New Bandmate + Interview with Judy Weinstein
Cats and pets make the solitary work of a creative person so much better. They are like a witness to your special moments and flows and offer no judgement – just their simple presence to the channeling one does when finding new sounds in the machines 9or what ever your instrument and setup of choice is).
My cat – Sati – happens to alight to a small space right below my monitors to sleep most days, often leaving a small puddle of fur hinting at her presence.
Of course, unlike me – who used to fall asleep inside giant speaker cabinets at raves growing up – she chooses to leave me to do my thang while I switch them on, but than loyally returns at the end of sessions to reclaim her spot amongst my instruments and gear. In Southern California street slang, one would say that she leaves ‘good jujus’ in my studio. Well, that and some fur.

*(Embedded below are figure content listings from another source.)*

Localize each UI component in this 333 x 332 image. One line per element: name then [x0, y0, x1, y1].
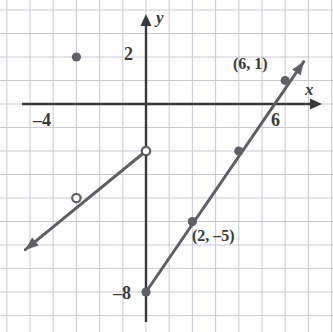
data-point-left-branch	[72, 194, 80, 202]
y-axis-arrowhead	[141, 14, 152, 26]
line-segment-left-branch	[25, 151, 146, 250]
tick-label-x-6: 6	[271, 110, 280, 131]
x-axis-label: x	[305, 80, 314, 100]
gridlines	[0, 0, 333, 332]
data-point-right-branch	[141, 287, 150, 296]
tick-label-y-neg8: –8	[113, 283, 131, 304]
data-point-right-branch	[188, 217, 197, 226]
annotation-point-6-1: (6, 1)	[233, 55, 268, 73]
data-point-left-branch	[142, 147, 150, 155]
data-point-right-branch	[281, 76, 290, 85]
tick-label-y-2: 2	[124, 44, 133, 65]
axes	[22, 14, 322, 322]
isolated-data-point	[72, 52, 81, 61]
coordinate-plane-svg	[0, 0, 333, 332]
data-point-right-branch	[234, 146, 243, 155]
graph-figure: y x 2 –8 –4 6 (6, 1) (2, –5)	[0, 0, 333, 332]
arrowhead-right-branch	[292, 62, 304, 76]
y-axis-label: y	[156, 8, 164, 28]
annotation-point-2-neg5: (2, –5)	[192, 227, 235, 245]
tick-label-x-neg4: –4	[33, 110, 51, 131]
x-axis-arrowhead	[310, 99, 322, 110]
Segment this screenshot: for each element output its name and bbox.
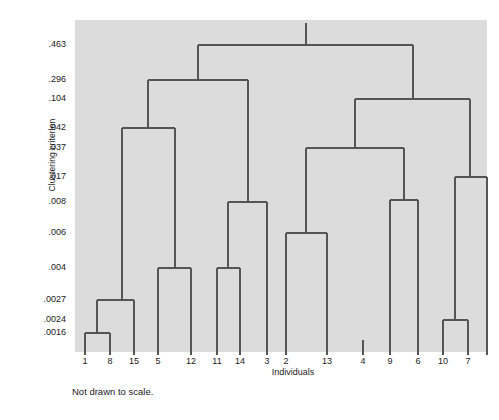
y-tick-label: .104 bbox=[18, 93, 66, 103]
x-tick-label-3: 3 bbox=[257, 356, 277, 366]
plot-background bbox=[75, 20, 487, 352]
x-tick-label-8: 8 bbox=[100, 356, 120, 366]
figure-footnote: Not drawn to scale. bbox=[72, 386, 153, 397]
y-tick-label: .037 bbox=[18, 142, 66, 152]
y-tick-label: .004 bbox=[18, 262, 66, 272]
x-tick-label-10: 10 bbox=[433, 356, 453, 366]
x-tick-label-1: 1 bbox=[75, 356, 95, 366]
dendrogram-figure: Clustering criterion .463.296.104.042.03… bbox=[0, 0, 499, 420]
x-tick-label-13: 13 bbox=[317, 356, 337, 366]
y-tick-label: .006 bbox=[18, 227, 66, 237]
x-tick-label-7: 7 bbox=[458, 356, 478, 366]
x-tick-label-12: 12 bbox=[181, 356, 201, 366]
y-tick-label: .463 bbox=[18, 39, 66, 49]
x-tick-label-15: 15 bbox=[124, 356, 144, 366]
y-tick-label: .008 bbox=[18, 196, 66, 206]
x-axis-title: Individuals bbox=[233, 367, 353, 377]
x-tick-label-14: 14 bbox=[230, 356, 250, 366]
y-tick-label: .042 bbox=[18, 122, 66, 132]
x-tick-label-4: 4 bbox=[353, 356, 373, 366]
y-tick-label: .0027 bbox=[18, 294, 66, 304]
y-tick-label: .296 bbox=[18, 74, 66, 84]
y-tick-label: .017 bbox=[18, 171, 66, 181]
x-tick-label-9: 9 bbox=[380, 356, 400, 366]
y-tick-label: .0016 bbox=[18, 327, 66, 337]
x-tick-label-6: 6 bbox=[408, 356, 428, 366]
x-tick-label-11: 11 bbox=[207, 356, 227, 366]
y-tick-label: .0024 bbox=[18, 314, 66, 324]
x-tick-label-5: 5 bbox=[148, 356, 168, 366]
x-tick-label-2: 2 bbox=[276, 356, 296, 366]
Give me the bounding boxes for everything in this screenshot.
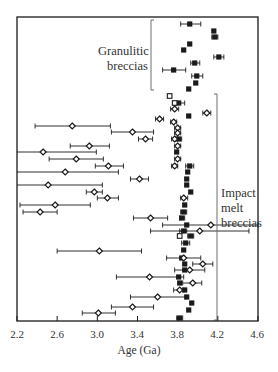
open-diamond-marker bbox=[62, 169, 68, 175]
x-tick-label: 2.2 bbox=[2, 328, 32, 340]
x-tick-label: 4.2 bbox=[202, 328, 232, 340]
impact-melt-label: Impact melt breccias bbox=[221, 186, 262, 231]
open-diamond-marker bbox=[200, 261, 206, 267]
x-tick-label: 3.4 bbox=[122, 328, 152, 340]
open-diamond-marker bbox=[181, 195, 187, 201]
open-diamond-marker bbox=[147, 274, 153, 280]
granulitic-label: Granulitic breccias bbox=[98, 44, 148, 74]
filled-square-marker bbox=[211, 28, 216, 33]
x-axis-ticks bbox=[17, 316, 258, 321]
open-diamond-marker bbox=[104, 195, 110, 201]
impact-label-line3: breccias bbox=[221, 216, 262, 231]
filled-square-marker bbox=[179, 215, 184, 220]
filled-square-marker bbox=[182, 261, 187, 266]
open-diamond-marker bbox=[52, 202, 58, 208]
filled-square-marker bbox=[183, 240, 188, 245]
impact-label-line1: Impact bbox=[221, 186, 262, 201]
granulitic-label-line1: Granulitic bbox=[98, 44, 148, 59]
open-diamond-marker bbox=[204, 110, 210, 116]
open-diamond-marker bbox=[187, 267, 193, 273]
filled-square-marker bbox=[185, 169, 190, 174]
filled-square-marker bbox=[216, 54, 221, 59]
filled-square-marker bbox=[188, 189, 193, 194]
filled-square-marker bbox=[184, 182, 189, 187]
filled-square-marker bbox=[187, 21, 192, 26]
open-diamond-marker bbox=[45, 182, 51, 188]
filled-square-marker bbox=[187, 41, 192, 46]
filled-square-marker bbox=[186, 307, 191, 312]
filled-square-marker bbox=[212, 34, 217, 39]
open-diamond-marker bbox=[155, 294, 161, 300]
x-tick-label: 3.8 bbox=[162, 328, 192, 340]
filled-square-marker bbox=[187, 163, 192, 168]
open-diamond-marker bbox=[95, 310, 101, 316]
open-square-marker bbox=[177, 234, 182, 239]
filled-square-marker bbox=[182, 202, 187, 207]
granulitic-bracket bbox=[151, 20, 154, 90]
open-diamond-marker bbox=[172, 163, 178, 169]
filled-square-marker bbox=[194, 73, 199, 78]
open-diamond-marker bbox=[143, 136, 149, 142]
open-diamond-marker bbox=[172, 106, 178, 112]
open-diamond-marker bbox=[175, 130, 181, 136]
filled-square-marker bbox=[181, 247, 186, 252]
open-square-marker bbox=[167, 94, 172, 99]
x-tick-label: 4.6 bbox=[242, 328, 272, 340]
open-diamond-marker bbox=[86, 143, 92, 149]
open-diamond-marker bbox=[91, 189, 97, 195]
x-tick-label: 2.6 bbox=[42, 328, 72, 340]
open-diamond-marker bbox=[69, 123, 75, 129]
open-diamond-marker bbox=[129, 304, 135, 310]
open-diamond-marker bbox=[177, 287, 183, 293]
open-diamond-marker bbox=[129, 129, 135, 135]
open-diamond-marker bbox=[208, 222, 214, 228]
filled-square-marker bbox=[189, 300, 194, 305]
granulitic-label-line2: breccias bbox=[98, 59, 148, 74]
filled-square-marker bbox=[186, 113, 191, 118]
open-diamond-marker bbox=[37, 209, 43, 215]
open-diamond-marker bbox=[157, 116, 163, 122]
x-axis-label: Age (Ga) bbox=[0, 344, 278, 356]
open-diamond-marker bbox=[190, 280, 196, 286]
open-diamond-marker bbox=[40, 149, 46, 155]
open-diamond-marker bbox=[197, 228, 203, 234]
open-diamond-marker bbox=[96, 248, 102, 254]
open-diamond-marker bbox=[175, 156, 181, 162]
filled-square-marker bbox=[181, 47, 186, 52]
open-diamond-marker bbox=[148, 215, 154, 221]
open-square-marker bbox=[172, 101, 177, 106]
filled-square-marker bbox=[186, 86, 191, 91]
filled-square-marker bbox=[192, 60, 197, 65]
filled-square-marker bbox=[181, 209, 186, 214]
impact-melt-bracket bbox=[214, 94, 217, 320]
filled-square-marker bbox=[177, 280, 182, 285]
open-diamond-marker bbox=[73, 156, 79, 162]
filled-square-marker bbox=[171, 67, 176, 72]
filled-square-marker bbox=[193, 80, 198, 85]
open-diamond-marker bbox=[137, 176, 143, 182]
impact-label-line2: melt bbox=[221, 201, 262, 216]
filled-square-marker bbox=[184, 176, 189, 181]
open-diamond-marker bbox=[105, 163, 111, 169]
x-tick-label: 3.0 bbox=[82, 328, 112, 340]
filled-square-marker bbox=[174, 149, 179, 154]
open-diamond-marker bbox=[171, 119, 177, 125]
filled-square-marker bbox=[188, 233, 193, 238]
open-diamond-marker bbox=[175, 143, 181, 149]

Anyway, this podcast came through my feed which is incredible and has such wise advice for any creative person or DJ/musician/remixer; The stories around new tracks. Editing and publishing. Managing DJs. ‘Playing mom’ to a bunch of guys. Proving yourself as a DJ in Europe before breaking out in the US. DJing as storytelling (duh). Cycles of industry and heart. House music in NYC in the 80’s. Ibiza before motorways were put in. 60 year old DJs. Legacy.
Definitely a great interview and worth listening to if you not only like house music and DJing, but also about what it takes to connect people to good music without a ‘system’ or ‘industry’ to do it for you.

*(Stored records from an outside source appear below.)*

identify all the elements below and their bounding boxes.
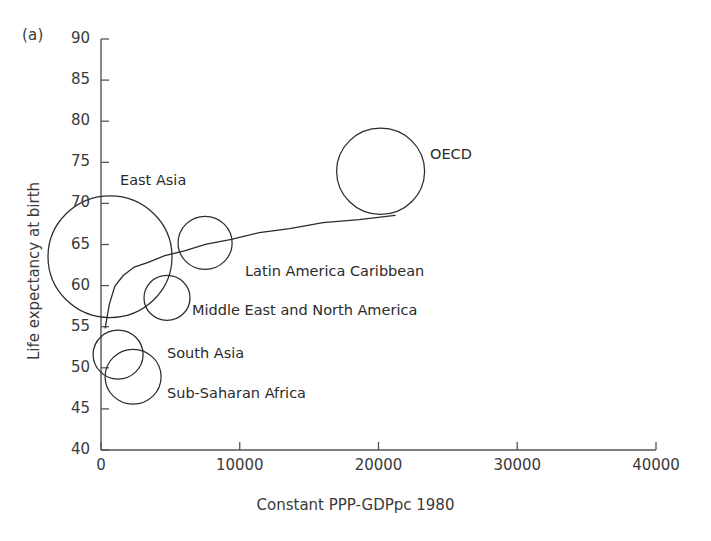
x-tick-label: 10000 xyxy=(195,456,285,474)
x-tick-label: 30000 xyxy=(472,456,562,474)
y-tick-label: 55 xyxy=(56,317,90,335)
bubble-oecd xyxy=(337,128,425,214)
y-tick-label: 90 xyxy=(56,29,90,47)
y-tick-label: 75 xyxy=(56,152,90,170)
annotation-latin-america-caribbean: Latin America Caribbean xyxy=(245,263,424,279)
y-tick-label: 50 xyxy=(56,358,90,376)
annotation-middle-east-and-north-america: Middle East and North America xyxy=(192,302,417,318)
annotation-south-asia: South Asia xyxy=(167,345,244,361)
chart-canvas: (a) Life expectancy at birth Constant PP… xyxy=(0,0,711,541)
annotation-sub-saharan-africa: Sub-Saharan Africa xyxy=(167,385,306,401)
y-tick-label: 60 xyxy=(56,276,90,294)
bubble-latin-america-caribbean xyxy=(178,216,232,269)
y-tick-label: 70 xyxy=(56,193,90,211)
y-tick-label: 85 xyxy=(56,70,90,88)
annotation-east-asia: East Asia xyxy=(120,172,186,188)
y-tick-label: 45 xyxy=(56,399,90,417)
x-tick-label: 20000 xyxy=(334,456,424,474)
bubble-east-asia xyxy=(48,196,172,318)
bubble-sub-saharan-africa xyxy=(105,349,161,404)
annotation-oecd: OECD xyxy=(430,146,472,162)
y-tick-label: 80 xyxy=(56,111,90,129)
y-tick-label: 65 xyxy=(56,235,90,253)
x-tick-label: 40000 xyxy=(611,456,701,474)
x-tick-label: 0 xyxy=(56,456,146,474)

I’ll probably be listening to this again on repeat for the pearls of wisdom that lie within it.
Few people have been there for as many of dance music’s foundational moments as Judy Weinstein. Her story starts right at the beginning: at David Mancuso’s Loft, which she’d eventually have a hand in managing. She worked with Mancuso on his seminal record pool before going on to form her own, For The Record, which serviced New York’s DJ circuit during its heyday. Weinstein is probably best known, though, for the company she keeps by way of Def Mix, the label and management company she founded with her old record pool employee David Morales in the ’80s. Def Mix never had a big roster, but the artists she worked with, including Morales, Satoshi Tomiie and the late Frankie Knuckles, are legendary. When I visited Def Mix’s office in Manhattan on a recent Friday afternoon, I found her still hard at work on a number of projects, including Knuckles’s posthumous House Masters compilation, which saw release earlier this week through Defected. From her time as Larry Levan’s roommate to her first inadvertent trip to Ibiza, she brought a wealth of stories to this decades-spanning conversation.